I was admitted to the University of Chicago Law School and went, knowing only that it was the best of the law schools that accepted me. What luck! Chicago was a great place! A wonderful intellectual focus imbued the law school and the whole campus. I worked for Professor Richard Posner, a brilliant and creative man, who now sits on the Seventh Circuit (Federal) Court of Appeals. I also met a delightful woman in the undergraduate college, Mimi, whom I saw for most of my 3 years in Chicago.
After school, I got a job offer from a prestigious firm in San Francisco. At first I didn’t want to go – been there, done that, don’t want to be a hippie any more. My friends hollered at me till I got rational and took the job. I asked Mimi to join me, and we were married in September, 1977. I’m amused to remember still what I first told her on the phone about my new law firm job: “Mimi, I’m making more money than I ever thought I could. I don’t think we could ever spend this if we tried to!” Ah, the joy of your first “real” job! I soon learned we’d have no trouble spending it.
Mimi got her doctorate at UC Berkeley – no more riots – and we had two wonderful children. Alas, as we grew older we also grew apart, and by 1990 we found that counseling couldn’t repair the damage. Divorce was the hardest thing I’ve ever done, but I’m happy to say that we were very mindful of the kids’ needs, we still have a cordial relationship, and the kids don’t seem to be hurt at all.

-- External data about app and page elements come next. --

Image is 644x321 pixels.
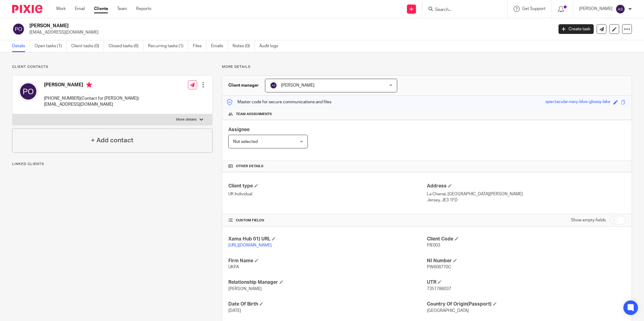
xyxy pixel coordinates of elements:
[559,24,594,34] a: Create task
[117,6,127,12] a: Team
[427,265,451,269] span: PW608770C
[29,29,549,35] p: [EMAIL_ADDRESS][DOMAIN_NAME]
[427,236,625,242] h4: Client Code
[29,23,446,29] h2: [PERSON_NAME]
[148,40,188,52] a: Recurring tasks (1)
[236,112,272,117] span: Team assignments
[12,162,212,167] p: Linked clients
[228,287,262,291] span: [PERSON_NAME]
[12,5,43,13] img: Pixie
[71,40,104,52] a: Client tasks (0)
[228,308,241,313] span: [DATE]
[579,6,612,12] p: [PERSON_NAME]
[427,191,625,197] p: La Chenai, [GEOGRAPHIC_DATA][PERSON_NAME]
[44,82,139,89] h4: [PERSON_NAME]
[228,127,249,132] span: Assignee
[427,257,625,264] h4: NI Number
[427,279,625,286] h4: UTR
[427,308,469,313] span: [GEOGRAPHIC_DATA]
[75,6,85,12] a: Email
[228,279,427,286] h4: Relationship Manager
[228,243,272,247] a: [URL][DOMAIN_NAME]
[136,6,151,12] a: Reports
[427,243,440,247] span: PIE003
[427,183,625,189] h4: Address
[281,83,314,87] span: [PERSON_NAME]
[222,65,632,69] p: More details
[228,183,427,189] h4: Client type
[18,82,38,101] img: svg%3E
[270,82,277,89] img: svg%3E
[228,265,239,269] span: UKPA
[427,197,625,203] p: Jersey, JE3 1FD
[427,301,625,307] h4: Country Of Origin(Passport)
[571,217,606,223] label: Show empty fields
[91,136,134,145] h4: + Add contact
[228,191,427,197] p: UK Individual
[86,82,92,88] i: Primary
[259,40,283,52] a: Audit logs
[228,236,427,242] h4: Xama Hub 01) URL
[228,82,259,89] h3: Client manager
[34,40,67,52] a: Open tasks (1)
[545,99,610,106] div: spectacular-navy-blue-glossy-lake
[236,164,263,169] span: Other details
[233,40,254,52] a: Notes (0)
[44,95,139,101] p: [PHONE_NUMBER](Contact for [PERSON_NAME])
[227,99,331,105] p: Master code for secure communications and files
[615,4,625,14] img: svg%3E
[435,7,489,13] input: Search
[94,6,108,12] a: Clients
[193,40,206,52] a: Files
[12,40,30,52] a: Details
[211,40,228,52] a: Emails
[44,101,139,107] p: [EMAIL_ADDRESS][DOMAIN_NAME]
[56,6,66,12] a: Work
[228,301,427,307] h4: Date Of Birth
[176,117,196,122] p: More details
[228,257,427,264] h4: Firm Name
[427,287,451,291] span: 7351786037
[109,40,144,52] a: Closed tasks (6)
[522,7,545,11] span: Get Support
[233,139,258,144] span: Not selected
[12,23,25,35] img: svg%3E
[12,65,212,69] p: Client contacts
[228,218,427,223] h4: CUSTOM FIELDS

I also discovered, a few years later, that I’ve always been gay. Maybe I’m just a slow learner. This is something many of us just don’t want to admit to ourselves because society teaches us that being gay is a very bad thing, so I managed to repress this fact for about 40 years. Fortunately, I’m now in a part of the country where people are welcome to be as they really are, not as others think they should be. When the realization rather suddenly surfaced, no one – my kids, my ex, my friends – was as surprised by this news as I was. And since I was in the Bay Area, no one but me especially cared. Happily, within a year I met a wonderful guy, and we’ve been together for nearly 11 years now. In 2009, during the brief outbreak of equality in California, we were married. (we've got pictures of the fun, as well as a great trip to Russia we took, at this site).
In 2006 my company was acquired by Wachovia. I didn't see my future in Charlotte, N.C., the banking center of the free world these days, so I took a great job in Sacramento. I never thought I'd leave the Bay Area, but happily it's just down the road when we want to see our friends. Here I'm the General Counsel for a mid-size California bank, part of an enormous Dutch bank (about the size of Wachovia. Maybe that's ironic...) We've got a delightful house on a park and have settled into the community. For the first time since I've been out of law school, I own an air conditioner! My son graduated from college a few years ago and my daughter will graduate this spring from Vassar. We plan to attend her graduation, then go play in New York for a few days ourselves.
My husband Mark and I bought a vacation place in Palm Springs a while ago, and we enjoy relaxing there just about every time there's a long weekend. We may well retire there before too long, one of the few places in the country where people still refer to us as “you young people.”